The Madoff story is a bit of an anomaly in that, if what's in the criminal complaint is even close to accurate, he confessed to what was going on before the government came looking for an indictment. It's early to speculate about what might have motivated him, but it's a fair bet that protecting his sons, who ran the business with him, from prosecution would be high on the list of concerns.You can bet that right now, though, major investors are scrambling to crunch the numbers on other boutique managers. One thing that almost everyone on Wall Street has had drummed into them is that bad news is, in Wall Street lingo, "highly correlated": It tends to come in clusters and bunches.

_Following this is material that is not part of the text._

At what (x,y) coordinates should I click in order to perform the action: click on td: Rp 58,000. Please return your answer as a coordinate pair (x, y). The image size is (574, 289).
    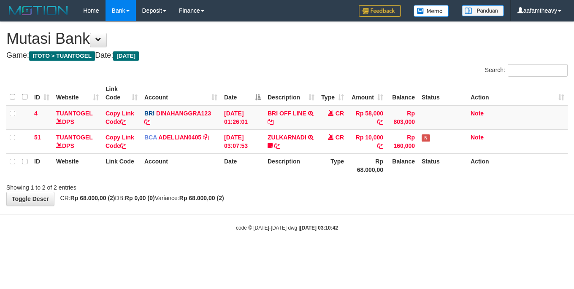
    Looking at the image, I should click on (367, 118).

If one investment manager's holdings can go from $50 billion to zero overnight, it's likely there are several more multibillion-dollar blowups just waiting to rear their heads. Indeed, just a few days before the Madoff news hit, well-known New York City attorney Marc S. Dreier was accused of running a $300 million investment scam. Little has been heard of that case since Madoff was arrested. I know they say bad luck comes in threes--what about massive investment fraud? This should keep securities fraud attorneys busy for a very long time.
This information is brought to you by the Securities Attorneys at Michaels, Ward & Rabinovitz, LLP.